SXSW Interactive officials acknowledge the stumbles. However, they note, even something as disastrous as the Zuckerberg keynote started a tech trend.
“I would love to say we scripted all this drama and it was a master plan,” says Hugh Forrest, director of the SXSW Interactive Festival. “We’ve been lucky enough to get some very good speakers. At some points, shame on us for not preparing the speakers well enough. … However, (Zuckerberg) was an early preview for the power of connected audience that we didn’t know about before. It seems commonplace now, but that was really one of the first times that an audience was communicating with each other and reacting in real time. So, as a grand sociological experiment, at least, it was interesting.”
Attendees at this year’s Interactive conference will have more than 800 sessions from which to choose. And five keynoters will headline the event, ranging from Mythbuster Adam Savage to astrophysicist, author and Internet hero Neil deGrasse Tyson.
Among the topics on hand will be wearable technology and the Internet of Things (including 3D printing). SXSW Interactive will also continue to increase its focus on the videogame industry with a dedicated event and awards show.
The chief focus, though (if there is such a thing at SXSW), will be the same thing the nation has so hotly debated for months: privacy.
“We’re doing a lot of content on that in 2014,” says Forrest. “One of the big factors in our growth for the past 10 years is the rise of social media — and the renewed focus on online surveillance and privacy certainly shines a brighter light on the downsides of the social-media boom.”
There will also be plenty of dealmaking going on, with venture capital firms scouring the show for diamonds in the rough — and entrepreneurs pitching their companies at SXSW Accelerator. (Since the start of that event in 2009, attending companies have received more than $587 million in funding.)
If you’re looking for voyeuristic train wrecks like previous years, though, that’s a bit less likely.
“We have simply become a lot more aggressive in trying to prepare our keynote speakers for what they can expect, having learned from our mistakes with the Zuckerberg thing and the keynote with Ev Williams after that,” says Forrest, who notes that the notoriety of those events has also prompted speakers in smaller sessions to up their game.
With SXSW Interactive seemingly at its peak, Forrest says he’s a bit glad the explosive growth has slowed slightly, as it gives his team time to adjust their focus. He says there’s a recognition that SXSW Interactive needs to become more of a virtual event, since Austin’s infrastructure can’t handle more visitors at present in March (though additional hotels are being built).
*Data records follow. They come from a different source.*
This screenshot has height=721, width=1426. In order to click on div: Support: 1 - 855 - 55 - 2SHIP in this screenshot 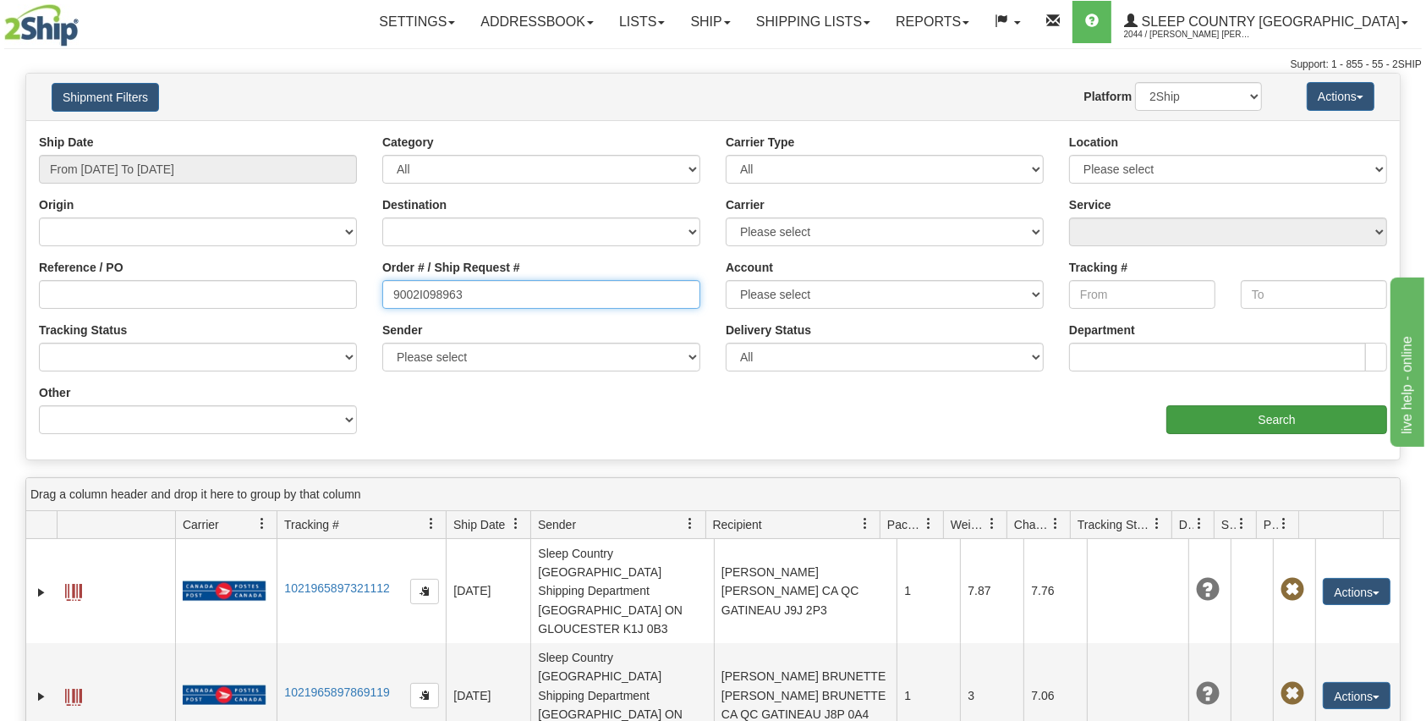, I will do `click(713, 64)`.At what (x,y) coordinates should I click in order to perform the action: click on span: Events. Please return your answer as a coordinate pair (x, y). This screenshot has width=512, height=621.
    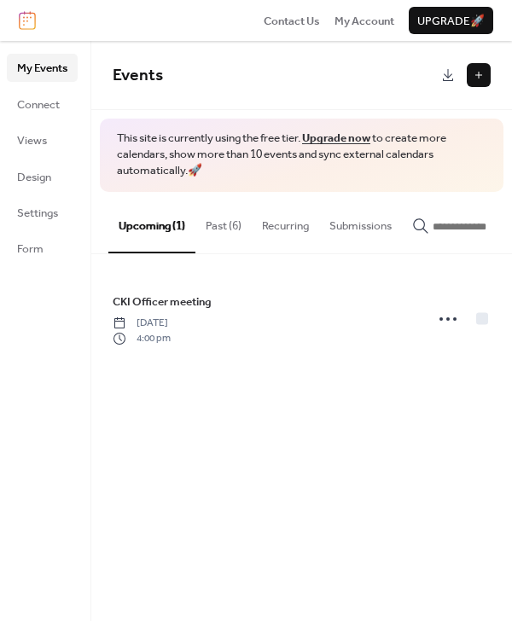
    Looking at the image, I should click on (137, 75).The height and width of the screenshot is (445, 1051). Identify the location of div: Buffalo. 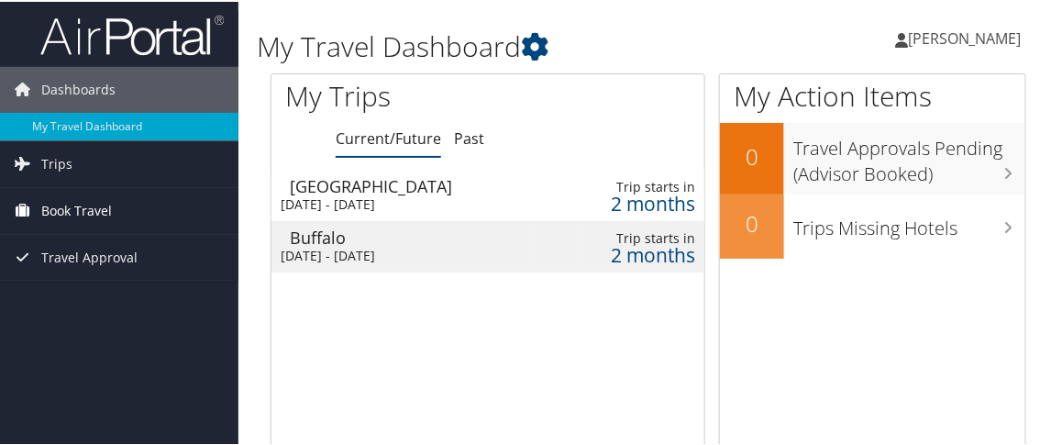
(413, 236).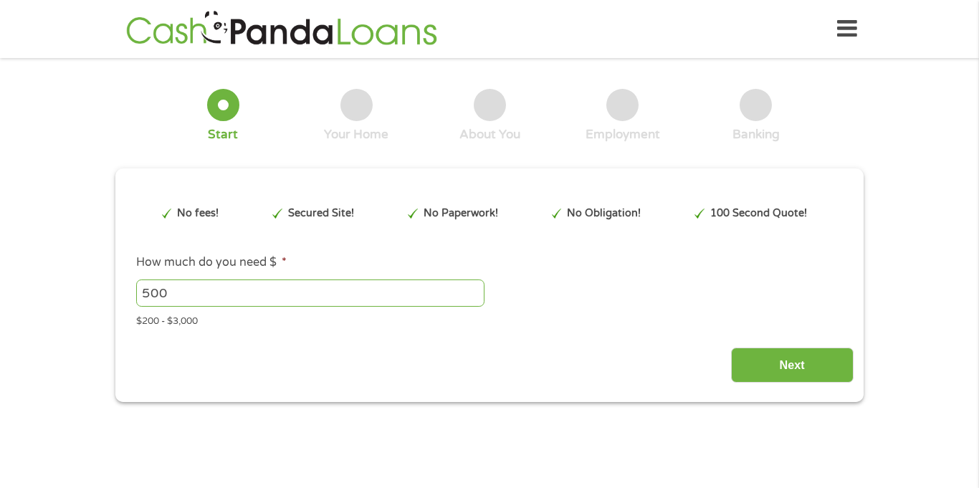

Another source of constant debate is the price of a ticket. Badges for the Interactive conference alone run $800-$1,300. While that’s not exorbitant, it does price out some up-and-coming entrepreneurs — and Forrest admits that’s a bit scary.
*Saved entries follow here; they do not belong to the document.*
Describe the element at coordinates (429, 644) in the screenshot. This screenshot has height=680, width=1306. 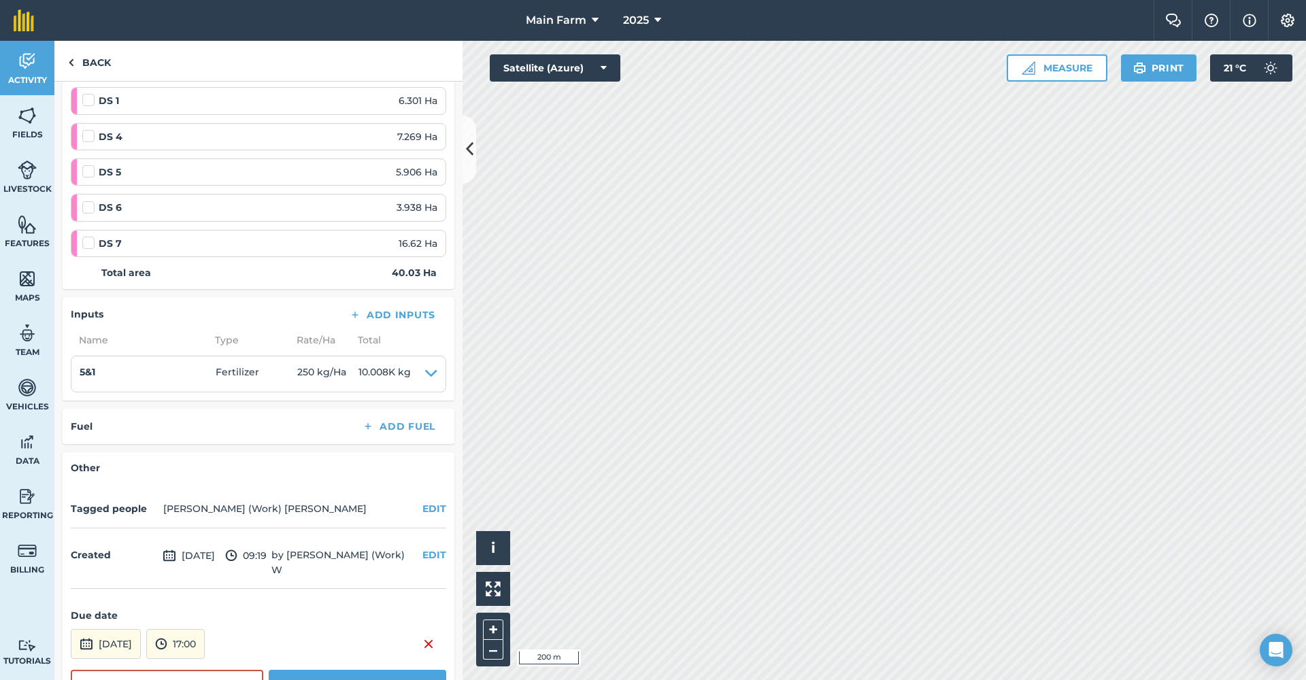
I see `img: svg+xml;base64,PHN2ZyB4bWxucz0iaHR0cDovL3d3dy53My5vcmcvMjAwMC9zdmciIHdpZHRoPSIxNiIgaGVpZ2h0PSIyNC...` at that location. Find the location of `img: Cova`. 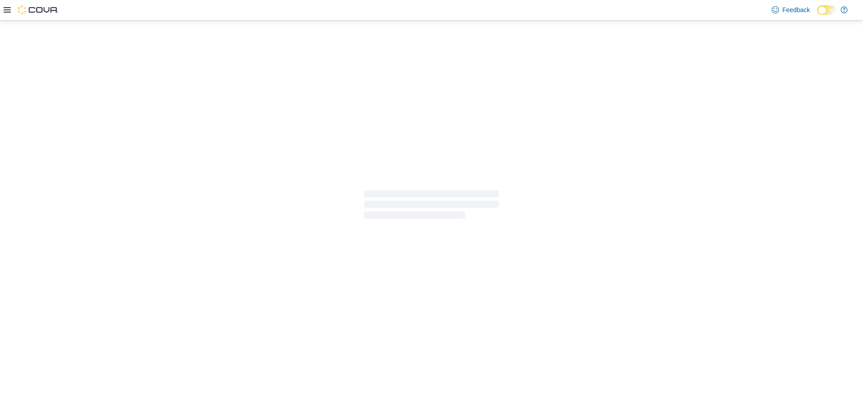

img: Cova is located at coordinates (38, 10).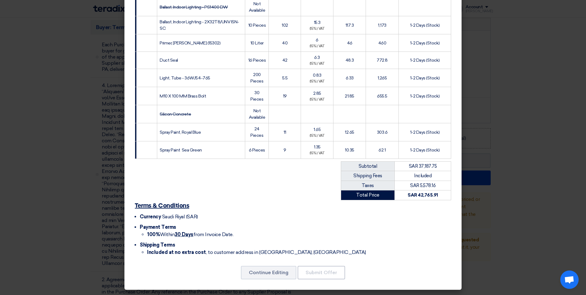  What do you see at coordinates (317, 57) in the screenshot?
I see `span: 6.3` at bounding box center [317, 57].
“There are two competing interests here,” he says. “On one hand, one of the things that has made Interactive so compelling is having young talent there. So many innovations in the start-up world are coming from newcomers. As we raise the price, you wonder ‘are you squeezing out that segment of the market?’ At the same time, interactive has grown so much (as an industry) that the registration price isn’t much of a hindrance.”